Toronto, September 23, 2009 – An appeal has been made for more authorship of books from Caribbean writers, retailing the stories of the region.
“Our primary responsibility to ourselves is to ensure that our side of our story is told by us,’’ Trinidad and Tobago diplomat Michael Lashley told a group of Caribbean nationals at the Grenada Consulate General in Toronto Tuesday evening.
They had gathered at the consulate for the Toronto launch of “White Frock & Coals Dust: The Story of A Community Called The Wharf.’’ It was the third in a series of planned book launches, following similar events in Grenada on August 6 and in New York on September 3.
“White Frock & Coals Dust,’’ written by Toronto-based Grenadian journalist Lincoln Toro Depradine, is primarily the story of ordinary men and women who gave meaning to their lives through sports, culture and community gatherings. The main setting of the book is the Carenage community in the Grenadian capital, St. George’s.
Several speakers at the Toronto launch embraced the book as being more than just Grenadian literature.
“This is not a Grenadian story. This is our story,’’ said Lashley, Consul General for Trinidad & Tobago in Toronto. “Once somebody has written a book, and once the person comes from the Caribbean, we have a responsibility not only to support the book but also to celebrate the fact that the book has become a reality.’’
Lashley, a former Trinidad teacher, said the books looks at a “range of our stories’’ – social, political and cultural. “But embedded there,’’ he added, “are the linkages between all those various aspects of our existence. And it is that subtext that you feel as you read through something to which you can relate.’’
The Caribbean similarity was also echoed by Jamaican-Canadian concert promoter Allan Jones, who recently visited Grenada.

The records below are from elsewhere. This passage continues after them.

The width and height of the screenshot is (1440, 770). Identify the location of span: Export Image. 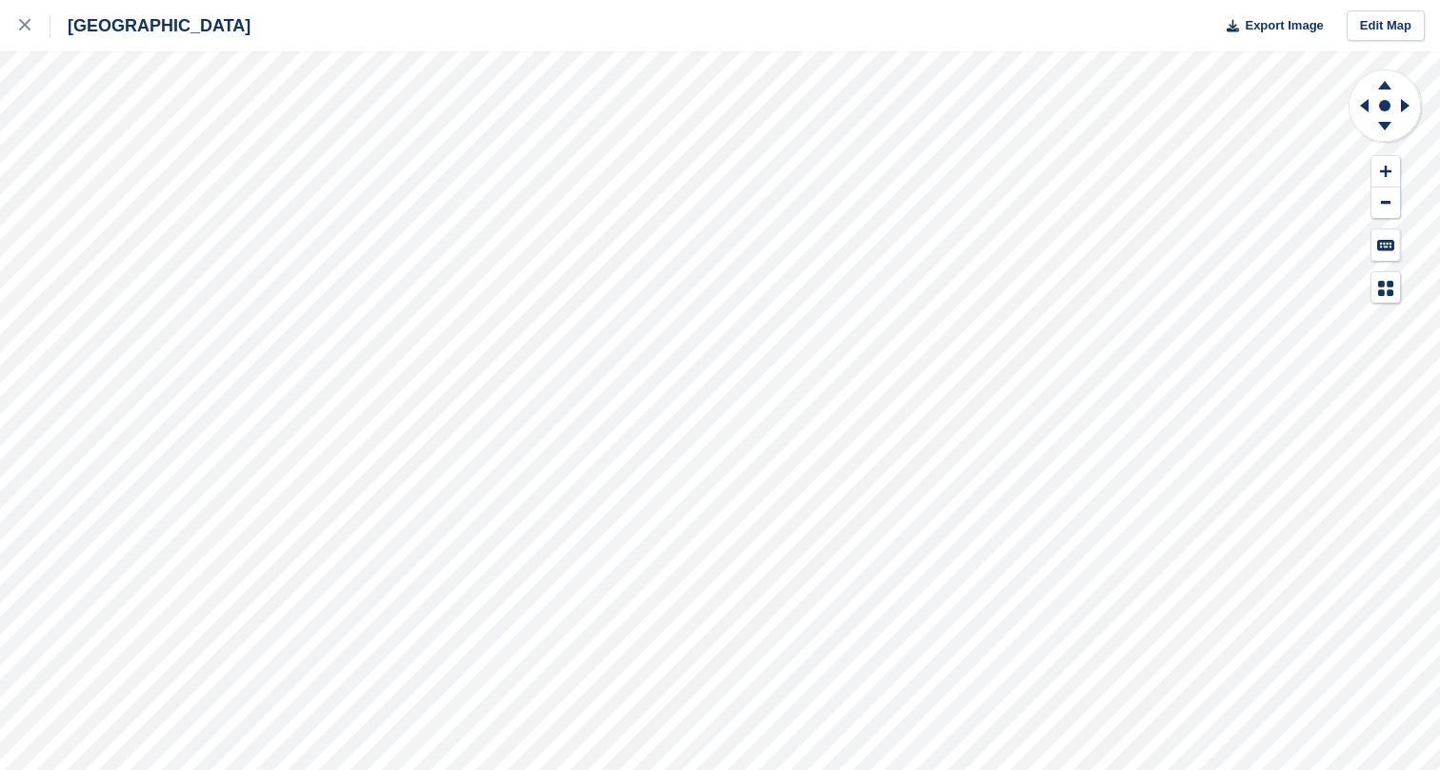
(1284, 26).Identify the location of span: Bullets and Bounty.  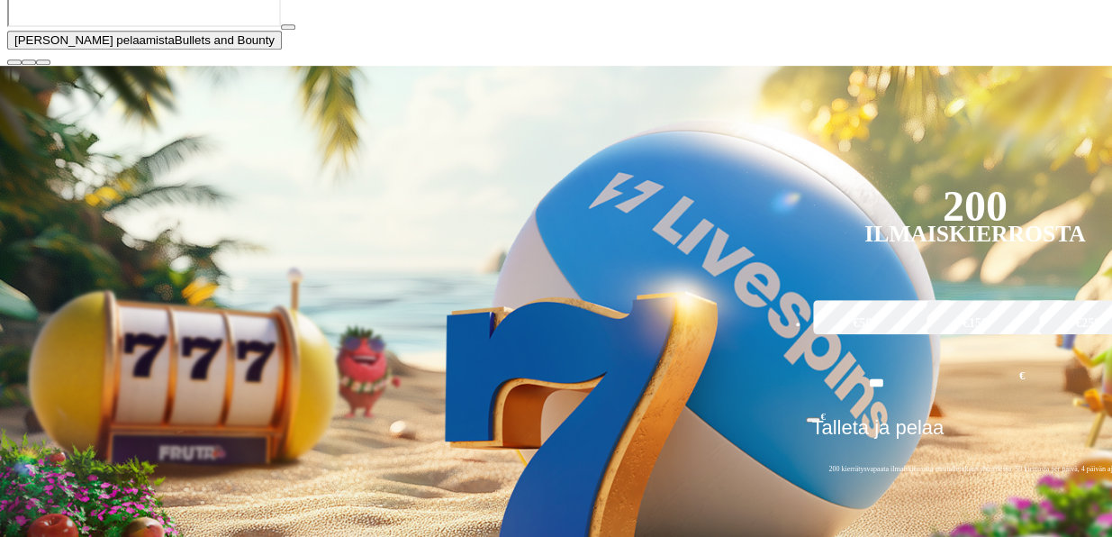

“In the Caribbean, we are all similar in terms of lifestyle and vibes and day-to-day experiences,’’ Jones told the audience that included Grenada’s Consul General Jenny Gumbs and former Consul General Conrad Gibbs.
“The book represents the situation in many similar spots in the Caribbean,’’ Jones said. “I can attest to Wharf areas in Jamaica, where I was born, with the same attitudes and bravado expressed by inhabitants of the Wharf and so eloquently presented by Lincoln in his book.’’
College instructor and journalist Jules Elder, who was born in Tobago, said committing stories to paper provides an opportunity for Caribbean nationals to leave a legacy “so that our children and neighbours could read and understand that we have a history that’s rich, that’s meaningful, that’s exciting and that’s educational.’’
Cultural historian and lawyer Caldwell Taylor, a former Grenada ambassador to the United Nations, said “White Frock & Coals Dust’’ is the continuation of the Caribbean literary tradition and movement, which he traces to 1931 with the founding in Trinidad “The Beacon’’ magazine.
One of the magazine’s founders, Alfred Mendes, escaped to Grenada to avoid being arrested and charged by the colonial authorities for an article written by him and published the Trinidad Guardian newspaper. Mendes authored a 1934 book titled, “Pitch Lake.’’
“It is very likely that Mendes wrote the first passages of the first novel of the movement, Pitch Lake, in Grenada,’’ said Taylor.
Depradine’s book, he said, “expresses our point of view in an accent of speech that is ours. The second important thing for me about the book is that it ennobles ordinary people and their day-to-day miracles.’’
Decades after “The Beacon’’ was founded, “after the start of West Indian literature, we have a book that celebrates people in the street,’’ Taylor said.